I guess my question would be why is the housing stock so limited? If there is a profitable use for new housing then you would think it would be built, unless something were preventing it out making it uneconomical.
It's pretty straighforward economics. Local landowners get to make the laws, and they have a vested interest in their houses being expensive. Sure, it means more mortgage debt and slower economic growth as cost-of-living strangles marginal businesses, but that's a cost that other people have to pay later. So, in typical Boomer fashion - fuck you, I got mine, have fun being up to your eyeballs in debt to us.
You got it. I was asking a leading question. What's needed is a (political) counter weight to that. Maybe as millennials get more squeezed by this, they'll become more politically active locally and push for reforms to this. But I'm a little depressed because they'll probably just reach for the same non-solutions or current political class reach for, like rent control and low income inclusion requirements.
Local activity isn't helpful, because the incentives work out much better for rent control and low income inclusion. Actually lifting the building controls that cause the shortage means pissing off the incumbent neighbors at your expense, for the benefit of people who either commute in or will move to your area in the future.
Current land-use regulation is in this really bad area, where the governing entities responsible are large enough to seek rents and small enough to avoid being responsible for their negative externalities.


→ AIM OF THE EXERCISE: If a line in the records contains the string "minutes", show that line.

→ Website and app data records:
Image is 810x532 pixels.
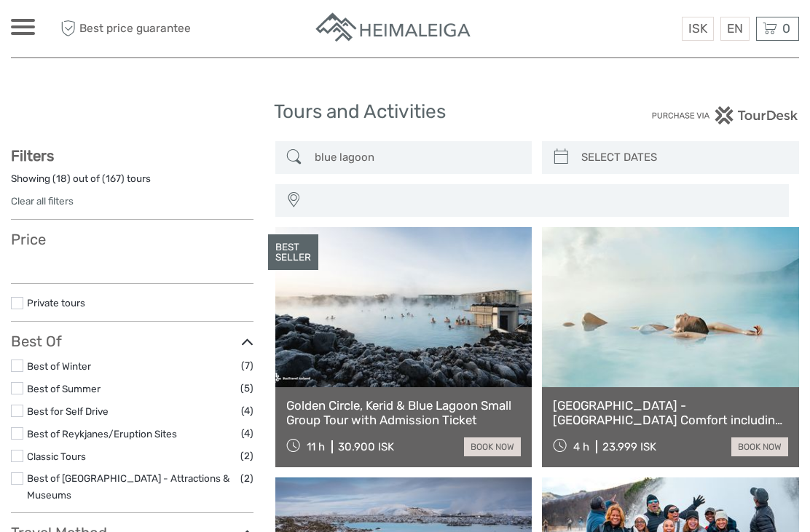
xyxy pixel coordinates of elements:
div: BEST SELLER [268,234,318,271]
input: SEARCH [308,145,525,170]
strong: Filters [11,147,54,164]
span: ISK [688,21,707,35]
a: Best of [GEOGRAPHIC_DATA] - Attractions & Museums [27,472,229,500]
label: 18 [56,172,67,185]
span: (4) [241,402,253,419]
span: Best price guarantee [57,17,208,41]
a: Private tours [27,297,85,308]
span: 4 h [573,440,589,453]
input: SELECT DATES [575,145,791,170]
span: (2) [241,470,253,487]
span: 30.900 ISK [338,440,394,453]
a: Classic Tours [27,451,86,462]
h3: Best Of [11,332,253,350]
img: Apartments in Reykjavik [314,11,474,47]
span: 0 [780,21,792,35]
div: EN [720,17,749,41]
span: (5) [241,380,253,396]
a: Best of Summer [27,383,100,394]
a: Best for Self Drive [27,405,109,417]
label: 167 [106,172,121,185]
h1: Tours and Activities [274,100,537,124]
a: [GEOGRAPHIC_DATA] - [GEOGRAPHIC_DATA] Comfort including admission [553,398,788,428]
a: book now [731,437,788,456]
a: Clear all filters [11,195,74,206]
a: Golden Circle, Kerid & Blue Lagoon Small Group Tour with Admission Ticket [286,398,521,428]
a: Best of Reykjanes/Eruption Sites [27,428,177,439]
img: PurchaseViaTourDesk.png [651,106,799,124]
span: 11 h [306,440,325,453]
span: (4) [241,425,253,442]
div: Showing ( ) out of ( ) tours [11,172,253,194]
span: (7) [241,357,253,374]
h3: Price [11,231,253,248]
a: Best of Winter [27,360,91,371]
span: 23.999 ISK [602,440,656,453]
a: book now [464,437,520,456]
span: (2) [241,448,253,464]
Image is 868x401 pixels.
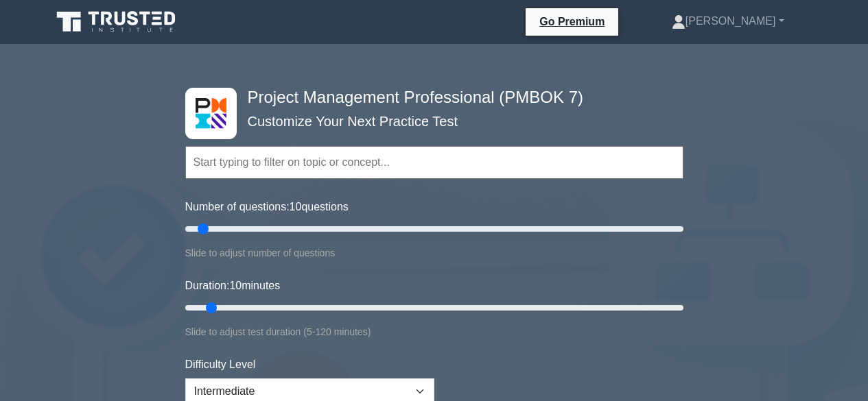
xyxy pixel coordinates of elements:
label: Number of questions: questions [186,199,349,215]
span: 10 [290,201,302,213]
h4: Project Management Professional (PMBOK 7) [243,88,616,107]
div: Slide to adjust test duration (5-120 minutes) [186,324,683,340]
a: Go Premium [531,13,613,30]
label: Duration: minutes [186,277,280,294]
span: 10 [229,280,242,292]
label: Difficulty Level [186,357,256,373]
a: [PERSON_NAME] [639,8,817,35]
div: Slide to adjust number of questions [186,244,683,261]
input: Start typing to filter on topic or concept... [186,146,683,179]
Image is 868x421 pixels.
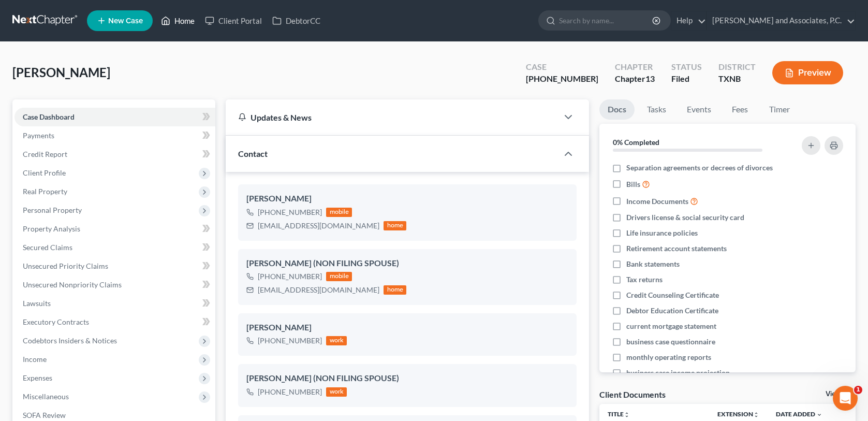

→ TASK RESULT:
div: Slide to adjust test duration (5-120 minutes) [186,324,683,340]
label: Duration: minutes [186,277,280,294]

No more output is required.